Plaza Home Mortgage to Acquire N.M. Firm : Sale: The S&L; holding company would more than double loan-service portfolio, but O.C. could lose 40 jobs.
SANTA ANA — In a move that will more than double its loan-servicing portfolio but could cost Orange County as many as 40 jobs, Plaza Home Mortgage Corp. said Monday it plans to acquire a large loan-servicing operation in New Mexico.
Plaza, holding company for Plaza Savings & Loan Assn., said it has agreed to pay $6.5 million in cash and as many as 600,000 shares of its stock to acquire Sandia Mortgage Corp. in Albuquerque.
At Monday’s closing price of $7.63 a share, the NASDAQ-traded stock would be worth more than $4.5 million. The final value of the deal will depend on fluctuations in the stock’s price from now until June and the overall performance of Sandia’s loan portfolio through the end of the year. The purchase is scheduled to close late next month, subject to Plaza obtaining about $15 million in bank financing to cover a portion of the $40 million in Sandia debt that Plaza will assume.
If the sale goes through--Plaza general counsel Brad Morrice said that bank financing is being arranged--Plaza would merge its Santa Ana-based loan servicing department, which has about 40 employees, with the 70-employee Sandia servicing center in Albuquerque.
Morrice said Plaza would offer transfers to as many of its mortgage servicing employees as possible but was unable to say how many of the Santa Ana jobs would be shifted to New Mexico and how many would be cut because of duplication. The merger is to be completed in September, he said.
Plaza will consolidate both operations under one roof in New Mexico, Morrice said, “because it is a lot cheaper to operate there--lower pay scales, lower occupancy cost” for rent and utilities “and lower state taxes.”
A mortgage servicing operation is a largely clerical operation that handles processing of home buyers’ monthly mortgage payments for dozens of large lenders, taking a small fee--typically about three-eighths of a percent--from each monthly payment.
That’s only $3.75 for a $1,000 mortgage payment, but it adds up: Sandia, which represents lenders in 48 states, now services $3.3 billion in loans, and Plaza, which has 25 loan offices in eight states, services about $3 billion in loans. Together, that makes a $6.3-billion portfolio; the annual service fees would total about $24 million.
In addition to Sandia’s loan portfolio, Plaza will acquire about $3 million in other assets in the purchase, including about $2 million of accounts receivables--payments due Sandia from various clients.
The deal also calls for Plaza to assume responsibility for about $40 million in debt--$13 million of corporate notes that mature in 1998, $12 million in existing bank debt that Sandia used to help finance the acquisition of its loan servicing portfolio, and $15 million in portfolio acquisition debt that Sandia owes directly to the companies from which it acquired servicing rights. It is that last batch that must be converted to new bank debt to satisfy terms of the purchase agreement.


WORK TASK
Pull every line holding the word "Housing" from the data below and copy it.

====== GIVEN DATA

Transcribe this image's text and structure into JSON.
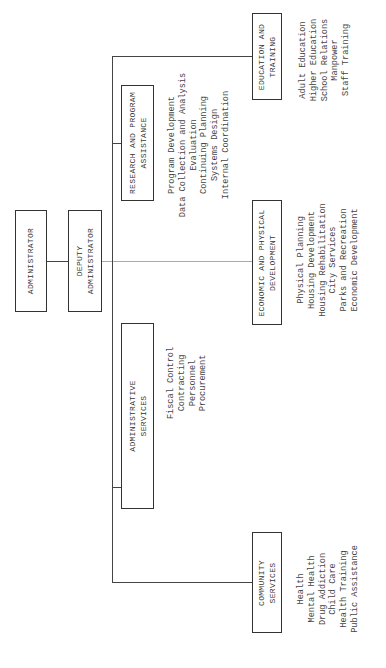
{
  "chart": {
    "orientation": "rotated-90-counterclockwise",
    "nodes": {
      "administrator": {
        "label": [
          "ADMINISTRATOR"
        ]
      },
      "deputy": {
        "label": [
          "DEPUTY",
          "ADMINISTRATOR"
        ]
      },
      "education": {
        "label": [
          "EDUCATION AND",
          "TRAINING"
        ],
        "items": [
          "Adult Education",
          "Higher Education",
          "School Relations",
          "Manpower",
          "Staff Training"
        ]
      },
      "research": {
        "label": [
          "RESEARCH AND PROGRAM",
          "ASSISTANCE"
        ],
        "items": [
          "Program Development",
          "Data Collection and Analysis",
          "Evaluation",
          "Continuing Planning",
          "Systems Design",
          "Internal Coordination"
        ]
      },
      "economic": {
        "label": [
          "ECONOMIC AND PHYSICAL",
          "DEVELOPMENT"
        ],
        "items": [
          "Physical Planning",
          "Housing Development",
          "Housing Rehabilitation",
          "City Services",
          "Parks and Recreation",
          "Economic Development"
        ]
      },
      "admin_services": {
        "label": [
          "ADMINISTRATIVE",
          "SERVICES"
        ],
        "items": [
          "Fiscal Control",
          "Contracting",
          "Personnel",
          "Procurement"
        ]
      },
      "community": {
        "label": [
          "COMMUNITY",
          "SERVICES"
        ],
        "items": [
          "Health",
          "Mental Health",
          "Drug Addiction",
          "Child Care",
          "Health Training",
          "Public Assistance"
        ]
      }
    }
  }
}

============

RESULT OF THE TASK
          "Housing Development",
          "Housing Rehabilitation",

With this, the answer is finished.